MARY P. GALLANT

 

Mary Gallant Associate Professor, Department of Health Policy, Management & Behavior

Email: mgallant@albany.edu
Phone: (518)402-0333
Office: School of Public Health
East Campus, One University Place, Rm 155

Curriculum Vitae | Publications | Grant Activity | Personal Website

Recent Scientific Accomplishments

Dr. Gallant has focused her recent work on psychosocial influences on the self-care behaviors of older adults and adults with chronic illness. With the goal of health promotion, Gallant is concerned with translating evidence-based research into effective public health practice at the community level. One area of her work examines how family relationships and social-network interactions influence chronic illness self-management among older adults. Based on pilot research, supported by a grant from NIA (with CSDA associate Glenna Spitze), that explored the influence of family and friends on older adults' management of chronic illnesses, Gallant has a manuscript under revision at Research on Aging that identifies specific ways in which social-network members, in particular family and friends, positively and negatively influence older adults' chronic-illness self-management behavior. Gallant also co-authored (with Spitze) an article in Research on Aging that focuses on the strategies that older adults with chronic illness develop for handling ambivalence in relations with their adult children. A second area of her work examines how factors at different ecological levels (social, community, environmental) influence health behaviors and self-care behaviors. Recent work in this area includes a co-authored article in the Journal of Community Health that examines sources of support for diabetes self-care in urban and rural underserved communities and documents the relationship between these sources of support and diabetes self-care behaviors.

Funded Research

Gallant is the Co-PI of the Core Research Project of the School of Public Health's Prevention Research Center (and was the PI for the previous Core Project). This project involves implementing community-based walking programs in rural communities in upstate NY. Gallant is currently collaborating with Senior Services of Albany on a grant funded by the Administration on Aging as part of a national effort to implement and disseminate evidence-based health promotion programs for older adults. This project, one of 13 demonstration sites, involves the community-based implementation of a heart disease self-management program for older women. Gallant was funded (with Glenna Spitze) through Albany's Center for the Elimination of Minority Health Disparities to complete a pilot study, which developed a critical literature review on cultural and social-network factors in minority populations that affect chronic-illness self-care.

Future Plans

Gallant (with CSDA associate Spitze) plans to submit an R01 research grant application to NIA in February 2007 that will build on their NIA-funded pilot research project and on their work as part of the Center for the Elimination of Minority Health Disparities. This planned project will examine the social context of chronic-illness self-management by collecting longitudinal data on social-network influences in three ethnic groups. This data collection will lay the foundation for the development of a self-management intervention for older adults with chronic illness.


ASSIGNMENT: Without the pictures, copy the entries below word for word.

*** Begin section ***

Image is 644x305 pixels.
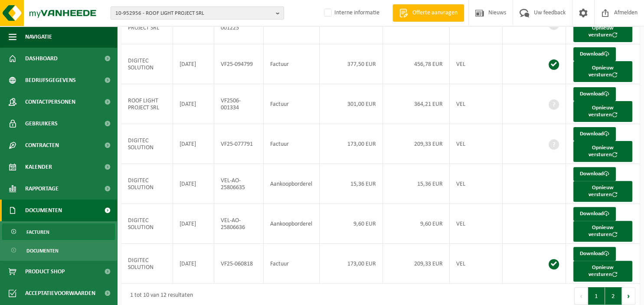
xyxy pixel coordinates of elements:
[319,44,383,84] td: 377,50 EUR
[25,26,52,48] span: Navigatie
[573,247,616,261] a: Download
[322,6,380,19] label: Interne informatie
[622,287,636,304] button: Next
[116,7,272,20] span: 10-952956 - ROOF LIGHT PROJECT SRL
[319,164,383,204] td: 15,36 EUR
[2,242,115,259] a: Documenten
[573,47,616,61] a: Download
[573,127,616,141] a: Download
[25,113,58,134] span: Gebruikers
[121,204,173,244] td: DIGITEC SOLUTION
[27,243,59,259] span: Documenten
[173,124,214,164] td: [DATE]
[214,124,263,164] td: VF25-077791
[573,181,632,202] button: Opnieuw versturen
[263,124,319,164] td: Factuur
[121,124,173,164] td: DIGITEC SOLUTION
[121,84,173,124] td: ROOF LIGHT PROJECT SRL
[214,164,263,204] td: VEL-AO-25806635
[263,204,319,244] td: Aankoopborderel
[121,44,173,84] td: DIGITEC SOLUTION
[319,124,383,164] td: 173,00 EUR
[573,207,616,221] a: Download
[450,244,503,284] td: VEL
[263,164,319,204] td: Aankoopborderel
[383,204,450,244] td: 9,60 EUR
[173,44,214,84] td: [DATE]
[588,287,605,304] button: 1
[605,287,622,304] button: 2
[573,261,632,281] button: Opnieuw versturen
[573,61,632,82] button: Opnieuw versturen
[121,164,173,204] td: DIGITEC SOLUTION
[319,204,383,244] td: 9,60 EUR
[383,244,450,284] td: 209,33 EUR
[214,244,263,284] td: VF25-060818
[573,221,632,242] button: Opnieuw versturen
[25,70,76,91] span: Bedrijfsgegevens
[173,84,214,124] td: [DATE]
[121,244,173,284] td: DIGITEC SOLUTION
[111,6,284,19] button: 10-952956 - ROOF LIGHT PROJECT SRL
[574,287,588,304] button: Previous
[173,244,214,284] td: [DATE]
[573,141,632,162] button: Opnieuw versturen
[393,4,464,21] a: Offerte aanvragen
[263,84,319,124] td: Factuur
[25,91,75,113] span: Contactpersonen
[25,156,52,178] span: Kalender
[450,164,503,204] td: VEL
[319,84,383,124] td: 301,00 EUR
[25,178,59,200] span: Rapportage
[410,9,459,17] span: Offerte aanvragen
[214,44,263,84] td: VF25-094799
[450,44,503,84] td: VEL
[25,48,58,70] span: Dashboard
[25,283,96,304] span: Acceptatievoorwaarden
[450,84,503,124] td: VEL
[573,167,616,181] a: Download
[573,87,616,101] a: Download
[573,21,632,42] button: Opnieuw versturen
[383,164,450,204] td: 15,36 EUR
[2,223,115,240] a: Facturen
[450,204,503,244] td: VEL
[383,44,450,84] td: 456,78 EUR
[383,124,450,164] td: 209,33 EUR
[214,204,263,244] td: VEL-AO-25806636
[173,164,214,204] td: [DATE]
[214,84,263,124] td: VF2506-001334
[25,200,62,221] span: Documenten
[173,204,214,244] td: [DATE]
[25,261,65,283] span: Product Shop
[126,288,193,304] div: 1 tot 10 van 12 resultaten
[263,44,319,84] td: Factuur
[450,124,503,164] td: VEL
[27,224,50,241] span: Facturen
[573,101,632,122] button: Opnieuw versturen
[25,134,59,156] span: Contracten
[263,244,319,284] td: Factuur
[383,84,450,124] td: 364,21 EUR
[319,244,383,284] td: 173,00 EUR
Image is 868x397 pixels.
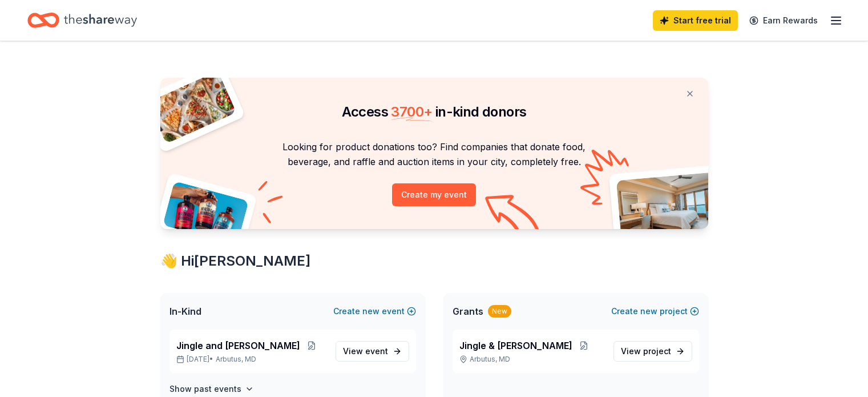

*** End section ***

ANSWER TO THE EXERCISE:
Image is 644x305 pixels.
xyxy pixel coordinates of elements:
[319,44,383,84] td: 377,50 EUR
[25,26,52,48] span: Navigatie
[573,247,616,261] a: Download
[322,6,380,19] label: Interne informatie
[622,287,636,304] button: Next
[116,7,272,20] span: 10-952956 - ROOF LIGHT PROJECT SRL
[319,164,383,204] td: 15,36 EUR
[2,242,115,259] a: Documenten
[573,47,616,61] a: Download
[573,127,616,141] a: Download
[25,113,58,134] span: Gebruikers
[121,204,173,244] td: DIGITEC SOLUTION
[27,243,59,259] span: Documenten
[173,124,214,164] td: [DATE]
[214,124,263,164] td: VF25-077791
[573,181,632,202] button: Opnieuw versturen
[263,124,319,164] td: Factuur
[121,124,173,164] td: DIGITEC SOLUTION
[121,84,173,124] td: ROOF LIGHT PROJECT SRL
[214,164,263,204] td: VEL-AO-25806635
[263,204,319,244] td: Aankoopborderel
[121,44,173,84] td: DIGITEC SOLUTION
[319,124,383,164] td: 173,00 EUR
[573,207,616,221] a: Download
[450,244,503,284] td: VEL
[263,164,319,204] td: Aankoopborderel
[383,204,450,244] td: 9,60 EUR
[173,44,214,84] td: [DATE]
[588,287,605,304] button: 1
[605,287,622,304] button: 2
[573,261,632,281] button: Opnieuw versturen
[573,61,632,82] button: Opnieuw versturen
[121,164,173,204] td: DIGITEC SOLUTION
[319,204,383,244] td: 9,60 EUR
[383,244,450,284] td: 209,33 EUR
[214,244,263,284] td: VF25-060818
[573,221,632,242] button: Opnieuw versturen
[25,70,76,91] span: Bedrijfsgegevens
[173,84,214,124] td: [DATE]
[121,244,173,284] td: DIGITEC SOLUTION
[111,6,284,19] button: 10-952956 - ROOF LIGHT PROJECT SRL
[574,287,588,304] button: Previous
[173,244,214,284] td: [DATE]
[573,141,632,162] button: Opnieuw versturen
[393,4,464,21] a: Offerte aanvragen
[263,84,319,124] td: Factuur
[25,91,75,113] span: Contactpersonen
[25,156,52,178] span: Kalender
[450,164,503,204] td: VEL
[319,84,383,124] td: 301,00 EUR
[25,178,59,200] span: Rapportage
[410,9,459,17] span: Offerte aanvragen
[214,44,263,84] td: VF25-094799
[450,44,503,84] td: VEL
[25,48,58,70] span: Dashboard
[25,283,96,304] span: Acceptatievoorwaarden
[450,84,503,124] td: VEL
[573,167,616,181] a: Download
[573,87,616,101] a: Download
[573,21,632,42] button: Opnieuw versturen
[383,164,450,204] td: 15,36 EUR
[2,223,115,240] a: Facturen
[450,204,503,244] td: VEL
[383,44,450,84] td: 456,78 EUR
[383,124,450,164] td: 209,33 EUR
[214,204,263,244] td: VEL-AO-25806636
[173,164,214,204] td: [DATE]
[214,84,263,124] td: VF2506-001334
[25,200,62,221] span: Documenten
[173,204,214,244] td: [DATE]
[25,261,65,283] span: Product Shop
[126,288,193,304] div: 1 tot 10 van 12 resultaten
[263,44,319,84] td: Factuur
[450,124,503,164] td: VEL
[27,224,50,241] span: Facturen
[573,101,632,122] button: Opnieuw versturen
[25,134,59,156] span: Contracten
[263,244,319,284] td: Factuur
[383,84,450,124] td: 364,21 EUR
[319,244,383,284] td: 173,00 EUR
Image is 868x397 pixels.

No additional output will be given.